Megilat Ruth is the most human of biblical stories; its focus is personal hessed. Yet beneath the surface is the interplay of human and divine kindness. The entire story is made possible by Ruth’s magnificent gesture toward Naomi.
God responds by setting up Ruth’s “accidental” meeting of Boaz. All would end there but for Boaz’s generosity toward Ruth. God then reacts by giving Ruth a son, the ancestor of King David and the Messiah – the redeemers of Israel and all humanity. As the midrash explains, “Ruth did her part, Boaz did his part, whereupon God said, ‘I must do My part.’” Evidently, to merit divine compassion we must act with hessed toward each other.
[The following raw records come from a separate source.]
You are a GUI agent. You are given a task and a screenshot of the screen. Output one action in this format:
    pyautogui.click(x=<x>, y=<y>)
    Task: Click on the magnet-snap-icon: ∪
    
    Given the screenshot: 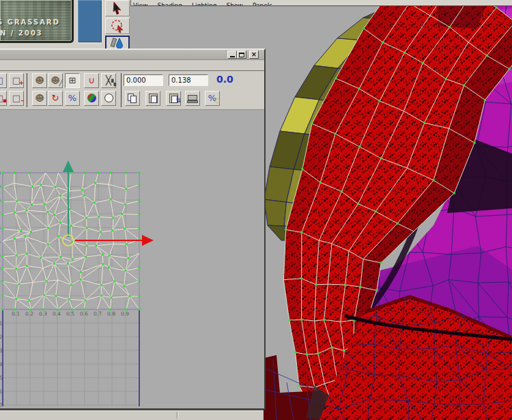 What is the action you would take?
    pyautogui.click(x=91, y=81)
     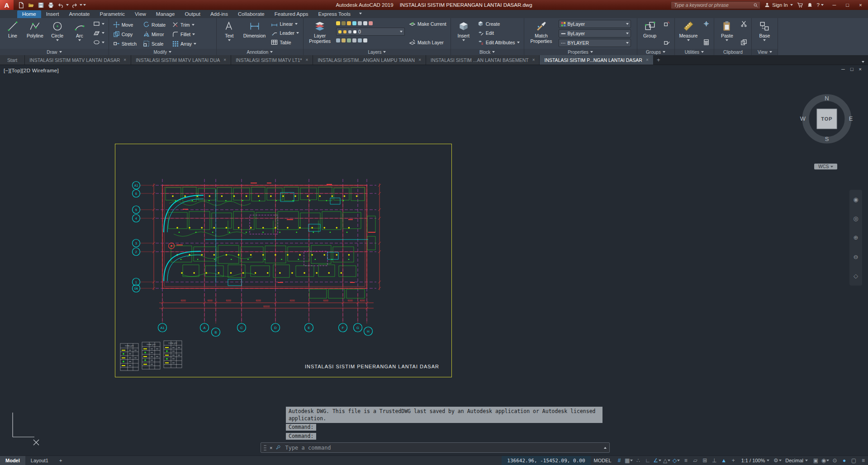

The stage was thus set for messianic history.
Megilat Ruth tells us that one person’s act of kindness can have cosmic influence, and that God has an infinite stake in every gesture of human compassion.
The author, a rabbi, lives in Jerusalem and is a director of the Center for Jewish-Christian Understanding in Efrat, and Senior Research Fellow in Bet Morasha of Jerusalem’s Institute for Religion and Society.